"I never thought in my wildest dreams that I would be coming to play a concert in my home state," says Wendy Koons Meir.
Todd Rosenberg Photography
For violinist Wendy Koons Meir, the Chicago Symphony’s tour concert Jan. 28 in Stillwater, Oklahoma, will amount to a homecoming.
Stillwater is just 66 miles from Oklahoma City, where she was born and became interested in music. As a high-school student, she attended the Oklahoma Summer Arts Institute for five summers and performed with the Oklahoma Youth Orchestra. One of her teachers was Lacy McLarry, the concertmaster of Oklahoma City Symphony Orchestra and its successor, the Oklahoma City Philharmonic.
For a feature published in Ovations magazine, Koons Meir spoke about returning home on this tour and working with Riccardo Muti, the CSO’s music director since 2010. “He’s probably the clearest conductor that there is, and then there’s his musicianship and his passion for the music,” she said. “When we do Verdi with him, it doesn’t get better than that.
“I mentioned the clarity of his beat because when you watch him conduct, you don’t see all of these extra huge motions that have nothing to do with the music,” she said. “That’s all about how it makes the conductor look. He’s old school, and he ‘shows the phrase.’ He’s there when you need him, and he gets out of the way when you don’t.
“He constantly reminds you to listen to the sound that you’re making and listen to what the others are doing, and blend with that and support it, or come out if you have the melody. It’s not a struggle to know where to play, so you’re not scrambling around with somebody who is actually messing you up.”
Koons Meir is especially glad to be performing in Oklahoma. “I was very surprised when they announced the schedule for the tour and mentioned Stillwater. I said, ‘what?’ I’m looking forward to playing there and just being back there. I never thought in my wildest dreams that I would be coming to play a concert in my home state.
“It’s very special to be able to come and say to all those people who, by just buying a ticket and supporting the arts — all those people who did that when I was growing up — that they enabled me to make it into one of the top orchestras in the world.”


Instructions to follow:
Identify all lines in the data containing the string "Bauchstütze". Copy them out.

Interface dataset entries:
──────────
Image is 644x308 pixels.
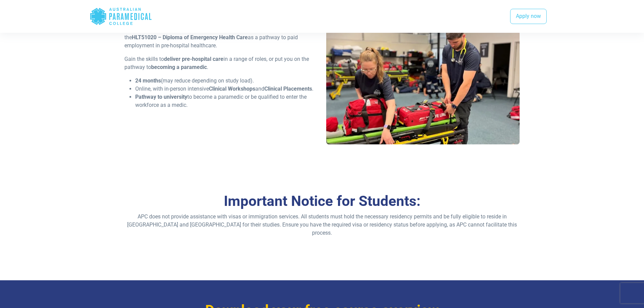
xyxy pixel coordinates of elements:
[510,9,546,25] a: Apply now
[125,26,303,49] span: Students in both [GEOGRAPHIC_DATA] and [GEOGRAPHIC_DATA] can study the as a pathway to paid emplo...
[135,77,254,84] span: (may reduce depending on study load).
[90,6,152,28] div: Australian Paramedical College
[125,213,520,237] p: APC does not provide assistance with visas or immigration services. All students must hold the ne...
[135,93,306,108] span: to become a paramedic or be qualified to enter the workforce as a medic.
[209,85,255,92] strong: Clinical Workshops
[132,34,247,41] strong: HLT51020 – Diploma of Emergency Health Care
[135,85,313,92] span: Online, with in-person intensive and .
[151,64,207,70] strong: becoming a paramedic
[125,56,309,70] span: Gain the skills to in a range of roles, or put you on the pathway to .
[135,77,161,84] strong: 24 months
[125,193,520,210] h3: Important Notice for Students:
[164,56,223,62] strong: deliver pre-hospital care
[135,93,187,100] strong: Pathway to university
[264,85,312,92] strong: Clinical Placements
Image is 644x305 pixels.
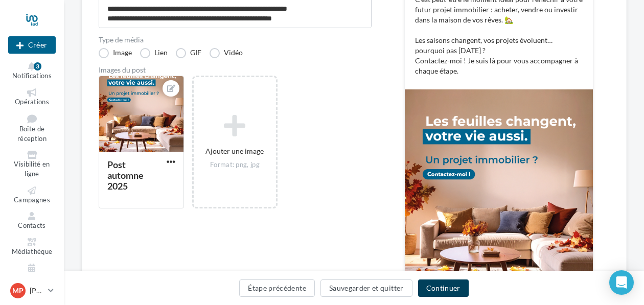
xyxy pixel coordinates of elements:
a: Calendrier [8,262,55,283]
div: Post automne 2025 [107,159,144,191]
button: Créer [8,36,55,54]
label: Vidéo [210,48,243,58]
label: GIF [176,48,201,58]
a: Opérations [8,87,55,108]
div: Images du post [99,67,372,74]
a: Visibilité en ligne [8,149,55,180]
button: Continuer [418,280,469,297]
span: Médiathèque [12,247,53,256]
span: Boîte de réception [17,126,47,143]
span: Campagnes [14,196,50,204]
label: Lien [140,48,167,58]
p: [PERSON_NAME] [29,286,44,296]
span: Visibilité en ligne [14,160,49,178]
span: MP [12,286,23,296]
a: Contacts [8,210,55,232]
label: Image [99,48,132,58]
div: Open Intercom Messenger [609,270,634,295]
a: Boîte de réception [8,112,55,145]
a: Campagnes [8,185,55,206]
span: Contacts [18,221,46,230]
span: Opérations [15,98,49,106]
button: Étape précédente [239,280,315,297]
label: Type de média [99,36,372,43]
button: Notifications 3 [8,61,55,82]
button: Sauvegarder et quitter [321,280,413,297]
div: 3 [34,62,42,70]
div: Nouvelle campagne [8,36,55,54]
a: MP [PERSON_NAME] [8,281,55,301]
span: Notifications [12,72,52,80]
a: Médiathèque [8,236,55,258]
span: Calendrier [16,273,48,281]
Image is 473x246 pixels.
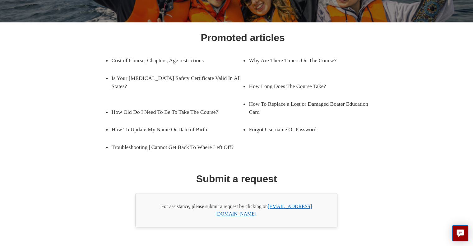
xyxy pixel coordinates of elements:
h1: Promoted articles [201,30,285,45]
a: Why Are There Timers On The Course? [249,52,371,69]
a: [EMAIL_ADDRESS][DOMAIN_NAME] [216,204,312,217]
a: How To Update My Name Or Date of Birth [111,121,233,138]
div: For assistance, please submit a request by clicking on . [135,193,338,227]
a: Forgot Username Or Password [249,121,371,138]
a: Troubleshooting | Cannot Get Back To Where Left Off? [111,138,243,156]
h1: Submit a request [196,171,277,186]
a: Is Your [MEDICAL_DATA] Safety Certificate Valid In All States? [111,69,243,95]
a: Cost of Course, Chapters, Age restrictions [111,52,233,69]
button: Live chat [452,225,469,241]
a: How To Replace a Lost or Damaged Boater Education Card [249,95,380,121]
a: How Long Does The Course Take? [249,77,371,95]
a: How Old Do I Need To Be To Take The Course? [111,103,233,121]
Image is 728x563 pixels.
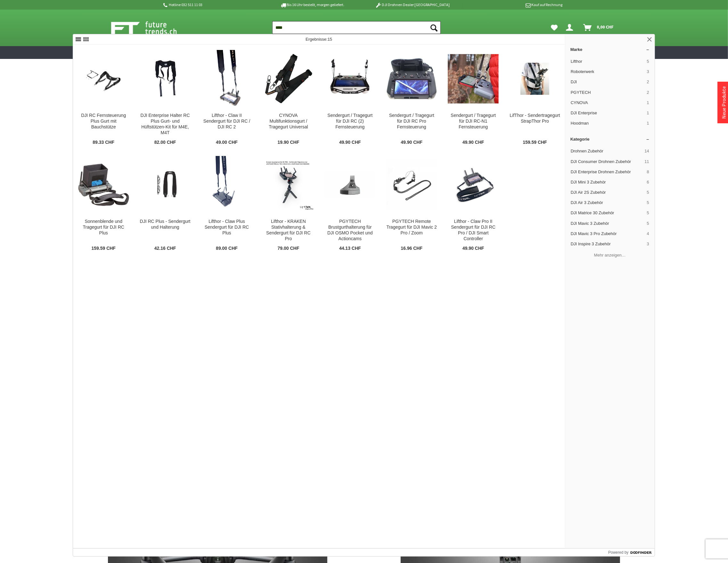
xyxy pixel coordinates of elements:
[340,140,361,146] span: 49.90 CHF
[571,221,645,227] span: DJI Mavic 3 Zubehör
[325,53,375,104] img: Sendergurt / Tragegurt für DJI RC (2) Fernsteuerung
[325,219,375,242] div: PGYTECH Brustgurthalterung für DJI OSMO Pocket und Actioncams
[263,1,362,9] p: Bis 16 Uhr bestellt, morgen geliefert.
[140,219,190,230] div: DJI RC Plus - Sendergurt und Halterung
[111,20,191,36] img: Shop Futuretrends - zur Startseite wechseln
[648,120,649,127] span: 1
[571,79,645,85] span: DJI
[93,140,114,146] span: 89.33 CHF
[648,221,649,227] span: 5
[571,159,642,165] span: DJI Consumer Drohnen Zubehör
[140,168,190,202] img: DJI RC Plus - Sendergurt und Halterung
[571,69,645,75] span: Roboterwerk
[263,159,314,210] img: Lifthor - KRAKEN Stativhalterung & Sendergurt für DJI RC Pro
[648,231,649,237] span: 4
[571,189,645,196] span: DJI Air 2S Zubehör
[571,110,645,116] span: DJI Enterprise
[306,37,333,42] span: Ergebnisse:
[325,171,375,198] img: PGYTECH Brustgurthalterung für DJI OSMO Pocket und Actioncams
[523,140,547,146] span: 159.59 CHF
[548,21,561,34] a: Meine Favoriten
[79,62,129,96] img: DJI RC Fernsteuerung Plus Gurt mit Bauchstütze
[571,120,645,127] span: Hoodman
[140,59,190,98] img: DJI Enterprise Halter RC Plus Gurt- und Hüftstützen-Kit für M4E, M4T
[258,45,319,151] a: CYNOVA Multifunktionsgurt / Tragegurt Universal CYNOVA Multifunktionsgurt / Tragegurt Universal 1...
[571,241,645,247] span: DJI Inspire 3 Zubehör
[263,219,314,242] div: Lifthor - KRAKEN Stativhalterung & Sendergurt für DJI RC Pro
[79,113,129,130] div: DJI RC Fernsteuerung Plus Gurt mit Bauchstütze
[205,156,249,214] img: Lifthor - Claw Plus Sendergurt für DJI RC Plus
[202,113,252,130] div: Lifthor - Claw II Sendergurt für DJI RC / DJI RC 2
[340,246,361,251] span: 44.13 CHF
[278,140,299,146] span: 19.90 CHF
[648,58,649,65] span: 5
[597,22,615,32] span: 0,00 CHF
[155,246,176,251] span: 42.16 CHF
[272,21,441,34] input: Produkt, Marke, Kategorie, EAN, Artikelnummer…
[463,140,484,146] span: 49.90 CHF
[196,45,258,151] a: Lifthor - Claw II Sendergurt für DJI RC / DJI RC 2 Lifthor - Claw II Sendergurt für DJI RC / DJI ...
[648,69,649,75] span: 3
[79,219,129,237] div: Sonnenblende und Tragegurt für DJI RC Plus
[648,79,649,85] span: 2
[387,159,437,210] img: PGYTECH Remote Tragegurt für DJI Mavic 2 Pro / Zoom
[263,53,314,104] img: CYNOVA Multifunktionsgurt / Tragegurt Universal
[645,159,649,165] span: 11
[448,161,499,208] img: Lifthor - Claw Pro II Sendergurt für DJI RC Pro / DJI Smart Controller
[278,246,299,251] span: 79.00 CHF
[325,113,375,130] div: Sendergurt / Tragegurt für DJI RC (2) Fernsteuerung
[510,63,560,95] img: LifThor - Sendertragegurt StrapThor Pro
[648,189,649,196] span: 5
[648,169,649,175] span: 8
[648,200,649,206] span: 5
[387,113,437,130] div: Sendergurt / Tragegurt für DJI RC Pro Fernsteuerung
[648,100,649,106] span: 1
[401,140,422,146] span: 49.90 CHF
[571,100,645,106] span: CYNOVA
[581,21,617,34] a: Warenkorb
[608,549,655,557] a: Powered by
[134,151,196,257] a: DJI RC Plus - Sendergurt und Halterung DJI RC Plus - Sendergurt und Halterung 42.16 CHF
[381,151,443,257] a: PGYTECH Remote Tragegurt für DJI Mavic 2 Pro / Zoom PGYTECH Remote Tragegurt für DJI Mavic 2 Pro ...
[571,90,645,95] span: PGYTECH
[387,219,437,237] div: PGYTECH Remote Tragegurt für DJI Mavic 2 Pro / Zoom
[571,148,642,154] span: Drohnen Zubehör
[648,241,649,247] span: 3
[202,219,252,237] div: Lifthor - Claw Plus Sendergurt für DJI RC Plus
[648,90,649,95] span: 2
[196,151,258,257] a: Lifthor - Claw Plus Sendergurt für DJI RC Plus Lifthor - Claw Plus Sendergurt für DJI RC Plus 89....
[571,231,645,237] span: DJI Mavic 3 Pro Zubehör
[258,151,319,257] a: Lifthor - KRAKEN Stativhalterung & Sendergurt für DJI RC Pro Lifthor - KRAKEN Stativhalterung & S...
[648,110,649,116] span: 1
[448,53,499,104] img: Sendergurt / Tragegurt für DJI RC-N1 Fernsteuerung
[564,21,579,34] a: Dein Konto
[463,246,484,251] span: 49.90 CHF
[648,210,649,216] span: 5
[571,180,645,185] span: DJI Mini 3 Zubehör
[162,1,263,9] p: Hotline 032 511 11 03
[648,180,649,185] span: 6
[73,45,134,151] a: DJI RC Fernsteuerung Plus Gurt mit Bauchstütze DJI RC Fernsteuerung Plus Gurt mit Bauchstütze 89....
[362,1,463,9] p: DJI Drohnen Dealer [GEOGRAPHIC_DATA]
[645,148,649,154] span: 14
[92,246,115,251] span: 159.59 CHF
[448,219,499,242] div: Lifthor - Claw Pro II Sendergurt für DJI RC Pro / DJI Smart Controller
[216,246,237,251] span: 89.00 CHF
[443,151,504,257] a: Lifthor - Claw Pro II Sendergurt für DJI RC Pro / DJI Smart Controller Lifthor - Claw Pro II Send...
[571,200,645,206] span: DJI Air 3 Zubehör
[568,250,652,260] button: Mehr anzeigen…
[510,113,560,124] div: LifThor - Sendertragegurt StrapThor Pro
[566,134,655,144] a: Kategorie
[721,86,727,119] a: Neue Produkte
[319,151,381,257] a: PGYTECH Brustgurthalterung für DJI OSMO Pocket und Actioncams PGYTECH Brustgurthalterung für DJI ...
[463,1,563,9] p: Kauf auf Rechnung
[566,45,655,54] a: Marke
[401,246,422,251] span: 16.96 CHF
[328,37,333,42] span: 15
[608,550,628,556] span: Powered by
[134,45,196,151] a: DJI Enterprise Halter RC Plus Gurt- und Hüftstützen-Kit für M4E, M4T DJI Enterprise Halter RC Plu...
[387,53,437,104] img: Sendergurt / Tragegurt für DJI RC Pro Fernsteuerung
[155,140,176,146] span: 82.00 CHF
[428,21,441,34] button: Suchen
[206,50,249,107] img: Lifthor - Claw II Sendergurt für DJI RC / DJI RC 2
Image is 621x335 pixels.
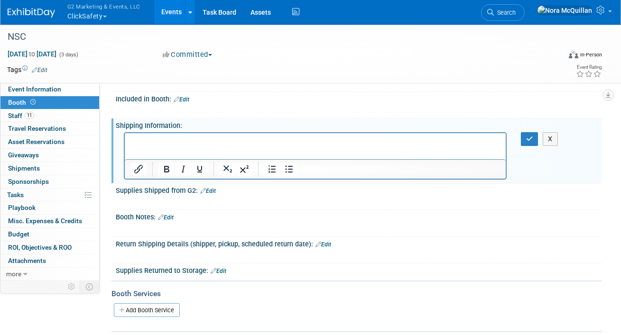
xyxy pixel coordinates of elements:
td: Tags [7,65,47,74]
button: Numbered list [264,163,280,176]
a: Sponsorships [0,175,99,188]
span: [DATE] [DATE] [7,50,57,58]
span: Booth [8,99,37,106]
a: Budget [0,228,99,241]
div: Event Format [515,49,602,64]
a: Edit [211,268,226,275]
a: Giveaways [0,149,99,162]
iframe: Rich Text Area [125,133,506,159]
a: Playbook [0,202,99,214]
span: ROI, Objectives & ROO [8,244,72,251]
span: Event Information [8,85,61,93]
a: ROI, Objectives & ROO [0,241,99,254]
button: Committed [159,50,216,60]
span: Giveaways [8,151,39,159]
a: Edit [32,67,47,74]
div: Booth Services [111,289,602,299]
span: (3 days) [58,52,78,58]
button: Bold [158,163,175,176]
span: Booth not reserved yet [28,99,37,106]
a: more [0,268,99,281]
div: Supplies Shipped from G2: [116,184,602,196]
div: In-Person [580,51,602,58]
div: Supplies Returned to Storage: [116,264,602,276]
a: Edit [315,241,331,248]
a: Search [481,4,525,21]
img: Format-Inperson.png [569,51,578,58]
a: Booth [0,96,99,109]
a: Asset Reservations [0,136,99,148]
div: Included in Booth: [116,92,602,104]
a: Travel Reservations [0,122,99,135]
span: Tasks [7,191,24,199]
td: Toggle Event Tabs [80,281,100,293]
td: Personalize Event Tab Strip [64,281,80,293]
div: Event Rating [576,65,601,70]
span: Budget [8,231,29,238]
div: Booth Notes: [116,210,602,222]
span: Sponsorships [8,178,49,185]
button: Superscript [236,163,252,176]
a: Add Booth Service [114,304,180,317]
a: Edit [174,96,189,103]
img: Nora McQuillan [537,5,592,16]
span: Attachments [8,257,46,265]
img: ExhibitDay [8,8,55,18]
button: Subscript [220,163,236,176]
button: Insert/edit link [130,163,147,176]
button: Underline [192,163,208,176]
div: NSC [4,28,551,46]
a: Attachments [0,255,99,268]
a: Tasks [0,189,99,202]
span: Misc. Expenses & Credits [8,217,82,225]
a: Staff11 [0,110,99,122]
span: 11 [25,112,34,119]
span: to [28,50,37,58]
div: Return Shipping Details (shipper, pickup, scheduled return date): [116,237,602,249]
span: Staff [8,112,34,120]
span: Shipments [8,165,40,172]
span: Travel Reservations [8,125,66,132]
a: Edit [158,214,174,221]
a: Edit [200,188,216,194]
button: Bullet list [281,163,297,176]
button: Italic [175,163,191,176]
button: X [543,132,558,146]
a: Shipments [0,162,99,175]
span: G2 Marketing & Events, LLC [67,1,140,11]
a: Event Information [0,83,99,96]
div: Shipping Information: [116,119,602,130]
span: Playbook [8,204,36,212]
span: more [6,270,21,278]
a: Misc. Expenses & Credits [0,215,99,228]
span: Asset Reservations [8,138,65,146]
span: Search [494,9,516,16]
──────────
Expected answer:
[79,62,129,96] img: DJI RC Fernsteuerung Plus Gurt mit Bauchstütze
[79,113,129,130] div: DJI RC Fernsteuerung Plus Gurt mit Bauchstütze
[73,45,134,151] a: DJI RC Fernsteuerung Plus Gurt mit Bauchstütze DJI RC Fernsteuerung Plus Gurt mit Bauchstütze 89....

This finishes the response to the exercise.